Maureen Sullivan
Maureen Sullivan writes about education for MassLive, with a focus on how decisions in school systems affect daily life in classrooms. Her work tracks concrete changes in policy and practice, using specific district examples rather than abstract debate. She concentrates on K–12 issues and the way students, teachers and administrators navigate new rules and expectations around learning.
Cellphone use in class
A recent piece on a Central Massachusetts school district’s new approach to limiting cellphone use in class shows how she treats a policy shift as a lived experience, not just a rule change. She highlights the tension between students’ reliance on personal devices and educators’ efforts to preserve focus and order in the classroom. The story frames cellphone restrictions as part of a broader question about attention, classroom management and the boundaries between school and students’ digital lives.
Her coverage in this area looks closely at the mechanisms districts use to enforce technology rules, such as where and when phones are allowed and what happens when students break the rules. She is attentive to the trade-offs for teaching, from reducing distractions to the practical challenges of implementing new systems in real time. The reporting stays grounded in what happens during the school day, keeping the emphasis on instructional time and student behavior rather than on technical jargon.
Education beat reporting
Across her education coverage for MassLive, Sullivan works at the level of the school district and the individual school, rather than treating education as a purely statewide or national policy arena. She follows how superintendents, principals and school committees respond to emerging issues and translate broader guidance into local practice. Her stories tend to center on specific initiatives or changes, such as classroom rules, district programs or shifts in how schools handle student conduct.
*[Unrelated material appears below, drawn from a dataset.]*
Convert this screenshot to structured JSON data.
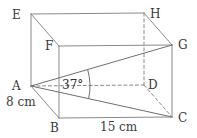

She writes in a straightforward news style, geared to readers who need to understand what a change means for teaching, learning and school culture. The emphasis is on clear explanation of what is new, why it is happening and how it will work in practice, with particular attention to rules that shape student experience during the school day. Her work is useful for anyone looking to follow how education policies and trends are playing out inside classrooms and hallways in real schools.
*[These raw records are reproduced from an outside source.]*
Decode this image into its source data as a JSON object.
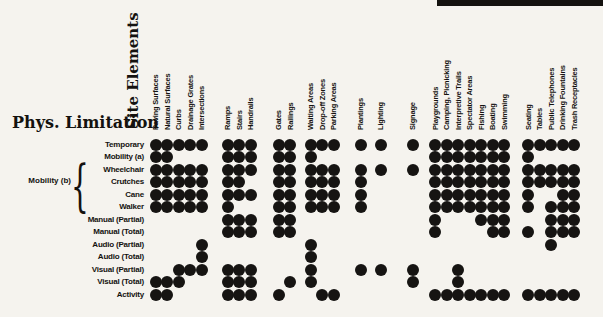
{
  "chart_data": {
    "type": "heatmap",
    "title_columns": "Site Elements",
    "title_rows": "Phys. Limitation",
    "dot_color": "#161412",
    "columns": [
      "Paving Surfaces",
      "Natural Surfaces",
      "Curbs",
      "Drainage Grates",
      "Intersections",
      "Ramps",
      "Stairs",
      "Handrails",
      "Gates",
      "Railings",
      "Waiting Areas",
      "Drop-off Zones",
      "Parking Areas",
      "Plantings",
      "Lighting",
      "Signage",
      "Playgrounds",
      "Camping, Picnicking",
      "Interpretive Trails",
      "Spectator Areas",
      "Fishing",
      "Boating",
      "Swimming",
      "Seating",
      "Tables",
      "Public Telephones",
      "Drinking Fountains",
      "Trash Receptacles"
    ],
    "column_groups": [
      0,
      0,
      0,
      0,
      0,
      1,
      1,
      1,
      2,
      2,
      3,
      3,
      3,
      4,
      5,
      6,
      7,
      7,
      7,
      7,
      7,
      7,
      7,
      8,
      8,
      8,
      8,
      8
    ],
    "rows": [
      "Temporary",
      "Mobility (a)",
      "Wheelchair",
      "Crutches",
      "Cane",
      "Walker",
      "Manual (Partial)",
      "Manual (Total)",
      "Audio (Partial)",
      "Audio (Total)",
      "Visual (Partial)",
      "Visual (Total)",
      "Activity"
    ],
    "row_group": {
      "label": "Mobility (b)",
      "members": [
        "Wheelchair",
        "Crutches",
        "Cane",
        "Walker"
      ]
    },
    "matrix": [
      [
        1,
        1,
        1,
        1,
        1,
        1,
        1,
        1,
        1,
        1,
        1,
        1,
        1,
        1,
        1,
        1,
        1,
        1,
        1,
        1,
        1,
        1,
        1,
        1,
        1,
        1,
        1,
        1
      ],
      [
        1,
        1,
        0,
        0,
        0,
        1,
        1,
        1,
        1,
        1,
        1,
        0,
        0,
        0,
        0,
        0,
        1,
        1,
        1,
        1,
        1,
        1,
        1,
        1,
        0,
        0,
        0,
        0
      ],
      [
        1,
        1,
        1,
        1,
        1,
        1,
        1,
        1,
        1,
        1,
        1,
        1,
        1,
        1,
        1,
        1,
        1,
        1,
        1,
        1,
        1,
        1,
        1,
        1,
        1,
        1,
        1,
        1
      ],
      [
        1,
        1,
        1,
        1,
        1,
        1,
        1,
        0,
        1,
        1,
        1,
        1,
        1,
        1,
        0,
        0,
        1,
        1,
        1,
        1,
        1,
        1,
        1,
        1,
        1,
        1,
        1,
        1
      ],
      [
        1,
        1,
        1,
        1,
        1,
        1,
        1,
        1,
        1,
        1,
        1,
        1,
        1,
        1,
        0,
        0,
        1,
        1,
        1,
        1,
        1,
        1,
        1,
        1,
        0,
        0,
        1,
        1
      ],
      [
        1,
        1,
        1,
        1,
        1,
        1,
        0,
        0,
        1,
        1,
        1,
        1,
        1,
        1,
        0,
        0,
        1,
        1,
        1,
        1,
        1,
        1,
        1,
        1,
        0,
        1,
        1,
        1
      ],
      [
        0,
        0,
        0,
        0,
        0,
        1,
        1,
        1,
        1,
        1,
        0,
        0,
        0,
        0,
        0,
        0,
        1,
        0,
        0,
        0,
        1,
        1,
        1,
        0,
        0,
        1,
        1,
        1
      ],
      [
        0,
        0,
        0,
        0,
        0,
        1,
        1,
        1,
        1,
        1,
        0,
        0,
        0,
        0,
        0,
        0,
        1,
        0,
        0,
        0,
        0,
        1,
        1,
        1,
        0,
        1,
        1,
        1
      ],
      [
        0,
        0,
        0,
        0,
        1,
        0,
        0,
        0,
        0,
        0,
        1,
        0,
        0,
        0,
        0,
        0,
        0,
        0,
        0,
        0,
        0,
        0,
        0,
        0,
        0,
        1,
        0,
        0
      ],
      [
        0,
        0,
        0,
        0,
        1,
        0,
        0,
        0,
        0,
        0,
        1,
        0,
        0,
        0,
        0,
        0,
        0,
        0,
        0,
        0,
        0,
        0,
        0,
        0,
        0,
        0,
        0,
        0
      ],
      [
        0,
        0,
        1,
        1,
        1,
        1,
        1,
        1,
        0,
        0,
        1,
        0,
        0,
        1,
        1,
        1,
        0,
        0,
        1,
        0,
        0,
        0,
        0,
        0,
        0,
        0,
        0,
        0
      ],
      [
        1,
        1,
        1,
        0,
        0,
        1,
        1,
        1,
        0,
        1,
        1,
        0,
        0,
        0,
        0,
        1,
        0,
        0,
        1,
        0,
        0,
        0,
        0,
        0,
        0,
        0,
        0,
        0
      ],
      [
        1,
        1,
        0,
        0,
        0,
        1,
        1,
        1,
        1,
        0,
        0,
        1,
        1,
        0,
        0,
        0,
        1,
        1,
        1,
        1,
        1,
        1,
        1,
        1,
        1,
        1,
        1,
        1
      ]
    ]
  }
}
4 more education journalists.
Abdul Latif Jameel
Abdul Latif Jameel publishes long-form, research-led pieces on how emerging technologies and scientific advances reshape education, industry, and society. He writes for the Abdul Latif Jameel masthead at the intersection of learning, innovation, and applied science, with a focus on technology, skills, and the future of learning. He explains complex fields such as quantum sensing in clear, accessible terms, breaking down frontier science and tying it to real-world applications. His coverage links breakthroughs in sensing, data, and automation to training, curriculum, and lifelong learning. He treats education as an applied system connected to industry, policy, infrastructure, and human development. He reports in an analytical, explanatory style, using research, pilots, and large-scale initiatives to examine how technologies are implemented, evaluated, and scaled in learning and training environments.
Adria Iraheta
Adria Iraheta is a community-focused reporter at Denver7, distinct for centering students, families and residents in every story about schools, neighborhoods and public services. She covers how decisions by school districts, local agencies and public institutions land in daily life, with a particular focus on Aurora and Arapahoe County. Her beat sits at the intersection of education, community issues, public services, safety, infrastructure, health and climate, from job cuts in a school district to a new transit safety app, DMV outages, street changes and record heat waves. With a decade of local television reporting experience, she reports on the ground in specific local scenes, using plain language, direct questions to officials and clear explanations to show how policies, programs and changes affect the people who live, study and work in Colorado communities.
Alan J. Borsuk
Alan J. Borsuk stands out for connecting what happens in schools to the policy and political decisions behind them. He writes in-depth K-12 education analysis for the Milwaukee Journal Sentinel and serves as a senior fellow in law and public policy at Marquette University Law School. His work focuses on Milwaukee Public Schools, school choice, literacy, teacher pipelines, and school accountability. He uses long-range perspective, detailed reporting, and structured analysis to explain how reforms unfold, why they stall, and what they mean for students and leaders. He has also written on vouchers, Teach for America, discipline, and teacher evaluation, drawing on decades as a reporter and editor on education and public policy.
Alexandra Hardle
Alexandra Hardle brings a watchdog lens to K-12 schools, using concrete incidents to map how district power, oversight and accountability work in real life. She covers K-12 education for The Arizona Republic, focusing on school systems, governance and the lived impact of policy on students, families and educators. Her reporting shows how school governance can fail students and staff and what that reveals about district culture. She often covers flashpoints, such as the Nazi salute fallout in the Deer Valley district, as windows into deeper dysfunction, tracking how leadership responds, how trust breaks down and how conflicts unfold in public meetings. Her work sits at the intersection of accountability reporting and community stories, grounded in public records, formal rules and multiple stakeholder perspectives, with clear, direct language that explains how institutions make decisions and how ordinary people experience them.